◆ How to complete this task
The entries that follow should be repeated exactly, with no pictures kept.

◆ Material shown
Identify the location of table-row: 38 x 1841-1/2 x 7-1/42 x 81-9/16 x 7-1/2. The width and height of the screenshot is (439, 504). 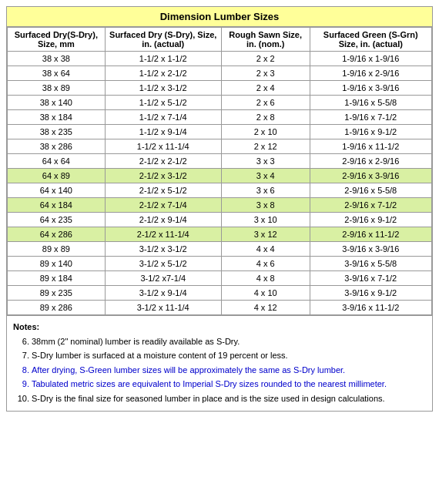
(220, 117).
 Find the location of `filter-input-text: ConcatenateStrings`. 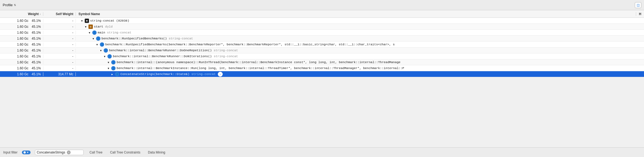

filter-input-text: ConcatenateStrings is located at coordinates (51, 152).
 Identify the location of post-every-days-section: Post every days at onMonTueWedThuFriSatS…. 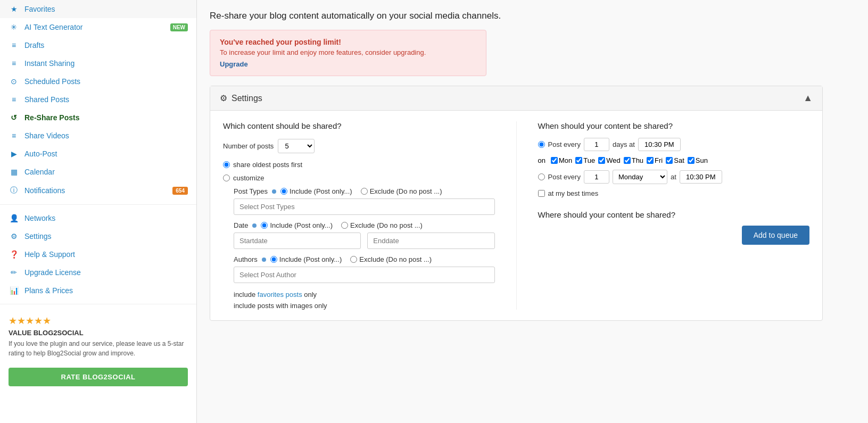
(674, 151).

◆ Result of the task
Identify the location of table-row: 38 x 1841-1/2 x 7-1/42 x 81-9/16 x 7-1/2. The width and height of the screenshot is (439, 504). 
(220, 117).
 Find the location of `filter-input-text: ConcatenateStrings`. 

filter-input-text: ConcatenateStrings is located at coordinates (51, 152).
 Identify the location of post-every-days-section: Post every days at onMonTueWedThuFriSatS…. 
(674, 151).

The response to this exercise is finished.